The TechArchives repository holds hundreds of text files, image files and datasets that document the history of information technology in Ireland. We have catalogued these digital files with comprehensive metadata and, thanks to INEX, stored them on a secure platform for long term preservation.
Some of the material appears elsewhere on this site, but the repository also contains historically significant files from other sources. At present there are four broad groups:
• Computer Collection
• Internet Collection
• Publications Collection
• Software Collection
In the future we hope to add collections on other themes.
Expanding the collections

We are keen to add relevant material to the repository, including files from eras and areas of information technology that are not yet covered by the TechArchives timelines and testimonies. These files can be computer-generated (‘born digital’) or physical.

Please get in touch if you are in a position to donate documents, photographs or illustrations. We are also interested in receiving and storing audio and video files.

In the case of physical items, such as printed publications or photographs, we can arrange to have them scanned at high quality. Or we will supply our standard specifications to donors who prefer to perform the scanning themselves.

Most of the material in the repository has only survived until today because someone retained a copy for personal reasons. These private records are, however, also of public interest. And, as the years go by, it is more and more important to ensure that they are not destroyed or lost.

We are also keen to collaborate with physical museums that collect vintage equipment and other IT artefacts. Our digital file cataloguing and preservation processes will complement their work.

Sharing the collections

Our long-term aim is to make the contents of the repository accessible online. This will, however, require initial and continuing investment.

In the meantime we will assist anyone who is conducting relevant research and wishes to view items in the collections, including the material listed on this page under ‘Highlights’.

Please contact us directly if you would like to discuss this.

Highlights from the collections
The first software code

Programming a BTM 1201 system in 1957 involved computer memory on a rotating magnetic drum, binary punched cards that held programs, decimal cards that contained data and using valve registers to perform arithmetic operations.

Norman Frances from the British Tabulating Machine (BTM) Company employed these technologies to calculate payments due to sugar growers in Ireland. He produced instructions and data for a newly acquired computer in a seed store at the Sugar Company’s beet processing factory in Thurles. This was the first and only computer in the country.

The Sugar Company decided against using the BTM man’s code to process its payments. In subsequent years the firm selected and trained its own programmers. They produced an alternative version of the application and this went live in 1960.

The first software ever seen in Ireland, however, was in the handwritten code sheets that Norman Frances delivered in 1957. The TechArchives repository holds digitised copies of the full set, together with sample forms and a programming guide that explains the structure and terminology of the code sheets’ lines and columns.

Software industry’s back pages

Software developers in Ireland started to package and export applications earlier than their counterparts in most countries. This was not the outcome of any systematic plan. It was the unexpected result of a preference for minicomputers in user installations, the availability of programming skills and the emergence of Irish software product companies with good international connections.

From the start of the 1980s, however, there were many attempts to define and implement a national software policy. A collection of 50 digital and digitised documents in the TechArchives repository charts their twists and turns.

These documents include policy papers from state agencies, submissions to government from industry bodies and professional associations, trade directories and academic publications. Each observes the state of the industry from a different perspective. And they add up to a comprehensive picture of Irish software evolving over 25 years.

The first draft of history

IT’s Monday was one of the first born-digital commercial publications when it appeared in 1992. Customers paid annual fees to receive a weekly news bulletin by email in the same way that they bought software licences for an agreed number of users. There was never a printed edition. This electronic news service delivered hard facts in plain text.

The readers were information technology professionals inside Ireland’s larger computer installations, software industry and network operators, as well as people in the companies that supplied and supported enterprise technologies. At a time of rapid change in products, services and vendor organisations, IT’s Monday covered issues that mattered to this audience: client-server computing, software development and implementation, the rise of the internet, the dawn of mobile information, the supply and demand of IT skills and the births, deaths and marriages of IT businesses.

The repository holds all issues of IT’s Monday from 1992 to 2002, extracted from the published emails and reformatted for long-term preservation.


**Task prompt:** Only one stretch of the material below is wanted: everything from the line containing "List all visible" down to the line containing "find all labels, buttons, inputs, and", both ends included. Repeat it exactly and skip the pictures.

++++ Provided data

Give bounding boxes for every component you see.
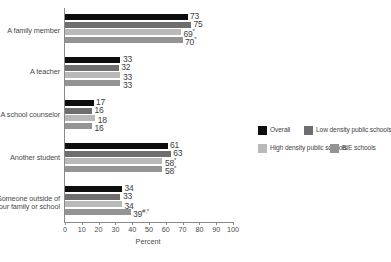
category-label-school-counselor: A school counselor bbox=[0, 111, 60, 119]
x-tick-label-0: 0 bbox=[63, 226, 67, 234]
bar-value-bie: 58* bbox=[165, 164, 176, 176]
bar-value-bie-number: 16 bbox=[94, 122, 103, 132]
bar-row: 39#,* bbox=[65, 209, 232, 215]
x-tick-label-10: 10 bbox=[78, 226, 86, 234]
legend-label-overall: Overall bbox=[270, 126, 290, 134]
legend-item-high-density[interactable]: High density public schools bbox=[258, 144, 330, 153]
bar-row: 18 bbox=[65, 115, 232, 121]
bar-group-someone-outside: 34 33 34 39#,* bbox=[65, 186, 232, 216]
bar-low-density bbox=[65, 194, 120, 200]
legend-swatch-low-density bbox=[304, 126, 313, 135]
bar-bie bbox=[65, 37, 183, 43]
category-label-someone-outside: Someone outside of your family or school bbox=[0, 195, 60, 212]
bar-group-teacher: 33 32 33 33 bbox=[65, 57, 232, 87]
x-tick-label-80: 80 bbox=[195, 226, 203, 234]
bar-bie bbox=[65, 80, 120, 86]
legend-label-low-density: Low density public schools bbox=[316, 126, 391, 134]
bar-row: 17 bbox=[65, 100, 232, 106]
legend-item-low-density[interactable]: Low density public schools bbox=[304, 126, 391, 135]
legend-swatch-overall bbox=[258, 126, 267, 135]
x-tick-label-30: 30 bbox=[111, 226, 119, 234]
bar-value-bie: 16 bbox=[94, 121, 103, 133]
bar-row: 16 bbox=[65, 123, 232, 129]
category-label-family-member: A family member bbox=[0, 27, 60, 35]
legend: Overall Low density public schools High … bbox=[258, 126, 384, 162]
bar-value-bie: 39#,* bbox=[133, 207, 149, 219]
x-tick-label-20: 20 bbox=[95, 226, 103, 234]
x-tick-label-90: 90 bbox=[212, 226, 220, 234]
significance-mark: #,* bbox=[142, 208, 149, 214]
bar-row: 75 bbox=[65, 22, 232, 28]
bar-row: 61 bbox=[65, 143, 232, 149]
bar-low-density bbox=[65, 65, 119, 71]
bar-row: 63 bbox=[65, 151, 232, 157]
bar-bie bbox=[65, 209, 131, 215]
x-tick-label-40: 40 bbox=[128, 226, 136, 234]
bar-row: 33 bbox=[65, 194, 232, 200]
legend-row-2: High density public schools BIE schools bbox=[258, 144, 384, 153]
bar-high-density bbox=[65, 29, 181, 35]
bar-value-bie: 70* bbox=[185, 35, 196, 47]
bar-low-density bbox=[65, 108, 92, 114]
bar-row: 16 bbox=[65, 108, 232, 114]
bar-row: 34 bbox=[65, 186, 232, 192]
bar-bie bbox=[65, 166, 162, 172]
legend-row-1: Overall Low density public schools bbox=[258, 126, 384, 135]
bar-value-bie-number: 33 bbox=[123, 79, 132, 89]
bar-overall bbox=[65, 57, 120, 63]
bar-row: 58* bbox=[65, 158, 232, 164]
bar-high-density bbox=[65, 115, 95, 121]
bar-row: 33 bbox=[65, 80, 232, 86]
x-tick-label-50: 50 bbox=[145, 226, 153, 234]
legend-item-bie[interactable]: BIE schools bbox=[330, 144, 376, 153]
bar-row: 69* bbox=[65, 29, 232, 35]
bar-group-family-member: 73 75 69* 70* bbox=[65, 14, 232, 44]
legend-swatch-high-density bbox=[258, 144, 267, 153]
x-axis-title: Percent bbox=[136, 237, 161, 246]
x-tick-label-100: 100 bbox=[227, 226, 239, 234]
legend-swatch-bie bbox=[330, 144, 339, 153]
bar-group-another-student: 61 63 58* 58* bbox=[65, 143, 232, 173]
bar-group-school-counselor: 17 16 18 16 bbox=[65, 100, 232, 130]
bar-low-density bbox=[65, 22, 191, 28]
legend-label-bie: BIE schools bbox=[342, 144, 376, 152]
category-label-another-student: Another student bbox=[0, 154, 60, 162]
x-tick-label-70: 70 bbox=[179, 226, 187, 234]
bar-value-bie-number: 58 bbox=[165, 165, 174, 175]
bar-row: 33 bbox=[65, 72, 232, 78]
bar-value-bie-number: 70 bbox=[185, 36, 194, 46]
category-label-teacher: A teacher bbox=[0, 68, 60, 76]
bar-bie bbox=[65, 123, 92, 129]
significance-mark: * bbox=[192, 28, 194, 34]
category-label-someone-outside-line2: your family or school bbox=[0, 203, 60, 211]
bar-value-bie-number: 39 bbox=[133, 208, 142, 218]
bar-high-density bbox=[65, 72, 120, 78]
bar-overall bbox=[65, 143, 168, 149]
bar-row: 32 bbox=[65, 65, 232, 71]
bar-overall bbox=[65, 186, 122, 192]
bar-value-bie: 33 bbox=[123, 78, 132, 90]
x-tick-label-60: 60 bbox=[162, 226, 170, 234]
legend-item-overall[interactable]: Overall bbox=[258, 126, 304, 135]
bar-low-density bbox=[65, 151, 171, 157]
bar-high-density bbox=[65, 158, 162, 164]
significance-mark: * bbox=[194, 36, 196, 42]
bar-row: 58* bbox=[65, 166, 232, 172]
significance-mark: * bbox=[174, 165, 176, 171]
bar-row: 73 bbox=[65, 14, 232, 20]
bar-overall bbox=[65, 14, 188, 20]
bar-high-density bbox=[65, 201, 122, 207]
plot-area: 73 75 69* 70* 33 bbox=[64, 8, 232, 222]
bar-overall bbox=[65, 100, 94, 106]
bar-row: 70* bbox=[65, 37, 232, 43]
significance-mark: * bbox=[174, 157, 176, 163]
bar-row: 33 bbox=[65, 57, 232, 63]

++++++++
++++ Provided data

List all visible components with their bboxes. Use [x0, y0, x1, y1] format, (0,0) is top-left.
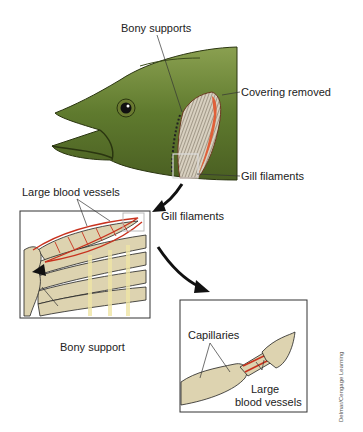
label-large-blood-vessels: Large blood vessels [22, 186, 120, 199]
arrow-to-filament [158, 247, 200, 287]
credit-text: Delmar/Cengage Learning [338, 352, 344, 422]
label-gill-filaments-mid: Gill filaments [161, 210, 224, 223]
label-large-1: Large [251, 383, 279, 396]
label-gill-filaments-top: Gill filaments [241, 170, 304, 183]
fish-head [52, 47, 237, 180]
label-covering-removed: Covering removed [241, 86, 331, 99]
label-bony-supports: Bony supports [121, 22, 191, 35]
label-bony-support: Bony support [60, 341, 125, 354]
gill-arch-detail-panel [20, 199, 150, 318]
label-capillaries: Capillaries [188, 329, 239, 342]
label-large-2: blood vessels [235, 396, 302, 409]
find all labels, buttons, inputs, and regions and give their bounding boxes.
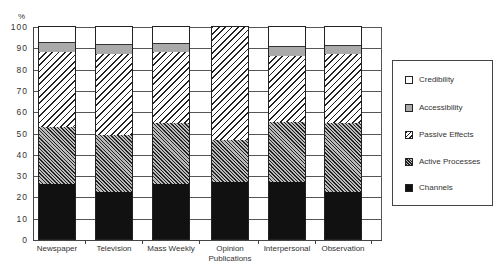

++++++++
++++ Provided data

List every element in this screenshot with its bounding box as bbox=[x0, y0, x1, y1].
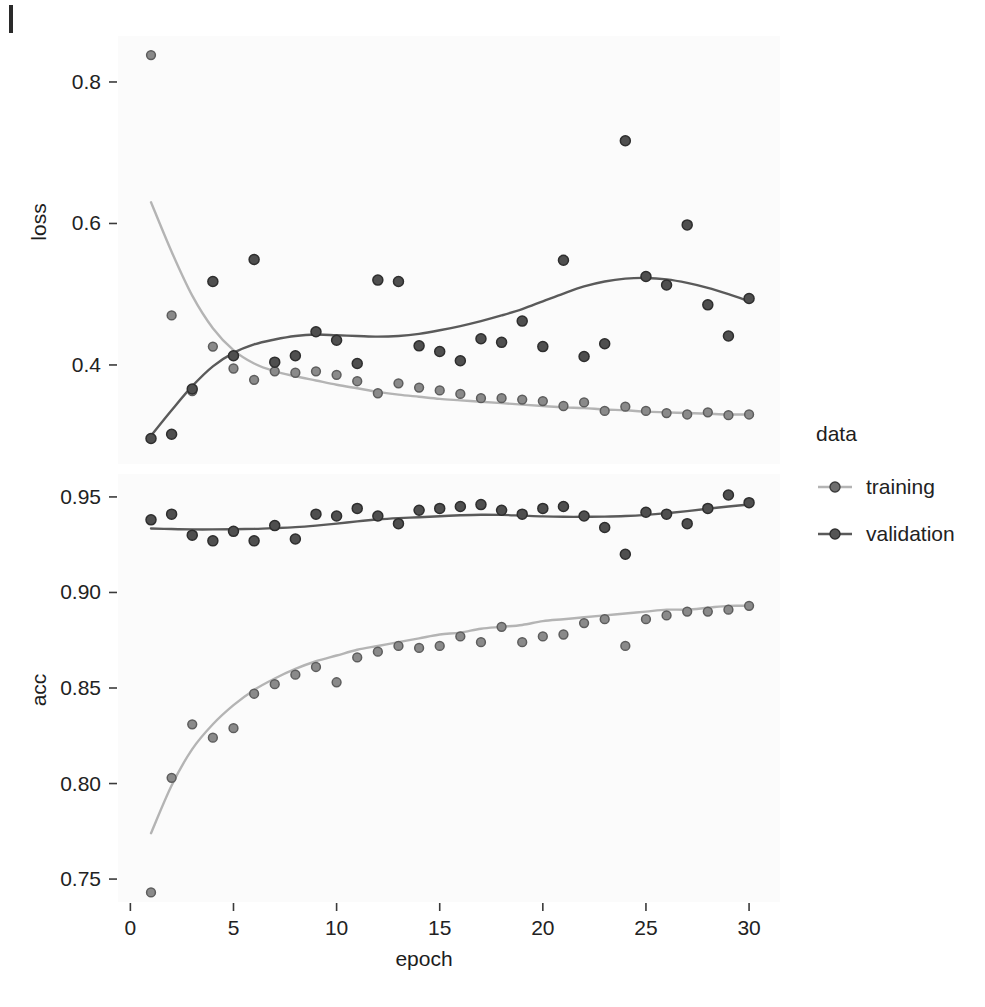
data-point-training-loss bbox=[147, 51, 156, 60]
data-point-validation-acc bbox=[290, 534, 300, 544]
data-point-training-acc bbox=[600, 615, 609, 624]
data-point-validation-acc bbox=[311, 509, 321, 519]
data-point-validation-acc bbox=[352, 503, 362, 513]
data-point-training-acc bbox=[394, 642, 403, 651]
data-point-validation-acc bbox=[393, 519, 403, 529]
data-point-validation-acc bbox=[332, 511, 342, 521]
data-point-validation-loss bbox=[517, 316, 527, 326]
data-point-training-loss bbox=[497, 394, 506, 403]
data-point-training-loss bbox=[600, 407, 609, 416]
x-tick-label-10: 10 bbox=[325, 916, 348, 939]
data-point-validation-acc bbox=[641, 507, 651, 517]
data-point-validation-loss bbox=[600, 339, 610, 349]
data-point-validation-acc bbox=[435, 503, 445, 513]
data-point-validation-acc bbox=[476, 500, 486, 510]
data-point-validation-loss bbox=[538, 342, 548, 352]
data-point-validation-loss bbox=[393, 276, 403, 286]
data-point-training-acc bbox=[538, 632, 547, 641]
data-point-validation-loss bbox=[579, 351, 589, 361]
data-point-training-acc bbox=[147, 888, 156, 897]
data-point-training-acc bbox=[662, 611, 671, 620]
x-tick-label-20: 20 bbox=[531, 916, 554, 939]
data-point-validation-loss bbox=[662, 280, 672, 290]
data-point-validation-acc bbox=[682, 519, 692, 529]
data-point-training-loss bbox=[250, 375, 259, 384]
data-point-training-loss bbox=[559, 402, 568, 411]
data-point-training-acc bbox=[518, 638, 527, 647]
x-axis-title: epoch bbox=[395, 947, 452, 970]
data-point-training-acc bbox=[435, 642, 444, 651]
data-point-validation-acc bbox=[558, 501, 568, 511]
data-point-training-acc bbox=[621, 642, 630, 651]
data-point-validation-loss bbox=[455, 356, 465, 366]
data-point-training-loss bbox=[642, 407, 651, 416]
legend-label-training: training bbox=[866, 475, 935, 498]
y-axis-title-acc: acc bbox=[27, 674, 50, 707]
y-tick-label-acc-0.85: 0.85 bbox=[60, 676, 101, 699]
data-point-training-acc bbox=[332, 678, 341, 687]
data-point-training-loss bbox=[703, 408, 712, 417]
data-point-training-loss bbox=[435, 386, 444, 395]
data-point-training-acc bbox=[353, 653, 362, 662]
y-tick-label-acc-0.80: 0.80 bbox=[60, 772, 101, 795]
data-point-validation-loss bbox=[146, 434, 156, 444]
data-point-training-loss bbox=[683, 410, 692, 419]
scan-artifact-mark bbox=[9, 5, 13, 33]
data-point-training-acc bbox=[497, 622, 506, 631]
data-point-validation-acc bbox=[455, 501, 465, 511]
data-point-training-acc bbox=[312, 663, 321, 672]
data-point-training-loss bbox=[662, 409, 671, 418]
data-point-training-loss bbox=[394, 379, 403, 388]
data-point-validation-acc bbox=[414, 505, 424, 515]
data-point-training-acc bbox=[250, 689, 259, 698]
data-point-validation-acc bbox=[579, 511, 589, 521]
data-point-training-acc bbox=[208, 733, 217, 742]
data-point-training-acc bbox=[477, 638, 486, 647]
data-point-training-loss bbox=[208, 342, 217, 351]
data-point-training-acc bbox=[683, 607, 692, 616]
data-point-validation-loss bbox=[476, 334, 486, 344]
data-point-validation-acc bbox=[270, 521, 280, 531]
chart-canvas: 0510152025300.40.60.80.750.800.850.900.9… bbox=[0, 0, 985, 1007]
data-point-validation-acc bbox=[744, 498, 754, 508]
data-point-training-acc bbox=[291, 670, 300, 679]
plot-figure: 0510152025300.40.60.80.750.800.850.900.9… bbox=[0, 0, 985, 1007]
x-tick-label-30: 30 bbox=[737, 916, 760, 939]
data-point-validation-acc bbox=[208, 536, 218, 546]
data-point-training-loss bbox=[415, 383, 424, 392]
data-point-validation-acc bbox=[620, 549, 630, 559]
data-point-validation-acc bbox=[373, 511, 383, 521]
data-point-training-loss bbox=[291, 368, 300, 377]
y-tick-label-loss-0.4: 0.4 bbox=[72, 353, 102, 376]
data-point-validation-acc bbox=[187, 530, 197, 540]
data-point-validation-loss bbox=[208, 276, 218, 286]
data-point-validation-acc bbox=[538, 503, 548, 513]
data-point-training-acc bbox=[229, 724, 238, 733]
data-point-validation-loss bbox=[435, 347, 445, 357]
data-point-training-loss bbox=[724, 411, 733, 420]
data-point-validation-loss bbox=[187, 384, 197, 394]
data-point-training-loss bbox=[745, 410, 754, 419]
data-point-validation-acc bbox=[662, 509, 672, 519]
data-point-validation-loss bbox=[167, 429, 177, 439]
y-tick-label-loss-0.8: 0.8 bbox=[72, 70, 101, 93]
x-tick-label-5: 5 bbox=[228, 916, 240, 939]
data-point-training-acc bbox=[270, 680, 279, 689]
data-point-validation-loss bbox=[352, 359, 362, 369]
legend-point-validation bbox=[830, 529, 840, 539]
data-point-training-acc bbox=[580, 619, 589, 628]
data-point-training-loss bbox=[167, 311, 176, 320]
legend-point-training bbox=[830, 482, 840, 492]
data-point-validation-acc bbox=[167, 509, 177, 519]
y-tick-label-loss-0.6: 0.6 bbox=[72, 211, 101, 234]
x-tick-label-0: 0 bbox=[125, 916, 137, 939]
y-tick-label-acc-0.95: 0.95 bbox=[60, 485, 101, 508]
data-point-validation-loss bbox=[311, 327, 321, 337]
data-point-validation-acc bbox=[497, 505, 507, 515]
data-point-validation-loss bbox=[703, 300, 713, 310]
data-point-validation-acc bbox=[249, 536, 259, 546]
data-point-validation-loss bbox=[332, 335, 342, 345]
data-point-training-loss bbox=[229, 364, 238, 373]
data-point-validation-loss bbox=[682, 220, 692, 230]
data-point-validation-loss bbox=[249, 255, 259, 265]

++++++++

**Your solution:**
List all visible components with their bboxes. Use [x0, y0, x1, y1] format, (0,0) is top-left.
label-large-blood-vessels: Large blood vessels [22, 186, 120, 199]
arrow-to-filament [158, 247, 200, 287]
credit-text: Delmar/Cengage Learning [338, 352, 344, 422]
label-gill-filaments-mid: Gill filaments [161, 210, 224, 223]
label-large-1: Large [251, 383, 279, 396]
label-gill-filaments-top: Gill filaments [241, 170, 304, 183]
fish-head [52, 47, 237, 180]
label-covering-removed: Covering removed [241, 86, 331, 99]
label-bony-supports: Bony supports [121, 22, 191, 35]
label-bony-support: Bony support [60, 341, 125, 354]
gill-arch-detail-panel [20, 199, 150, 318]
label-capillaries: Capillaries [188, 329, 239, 342]
label-large-2: blood vessels [235, 396, 302, 409]
find all labels, buttons, inputs, and regions and give their bounding boxes.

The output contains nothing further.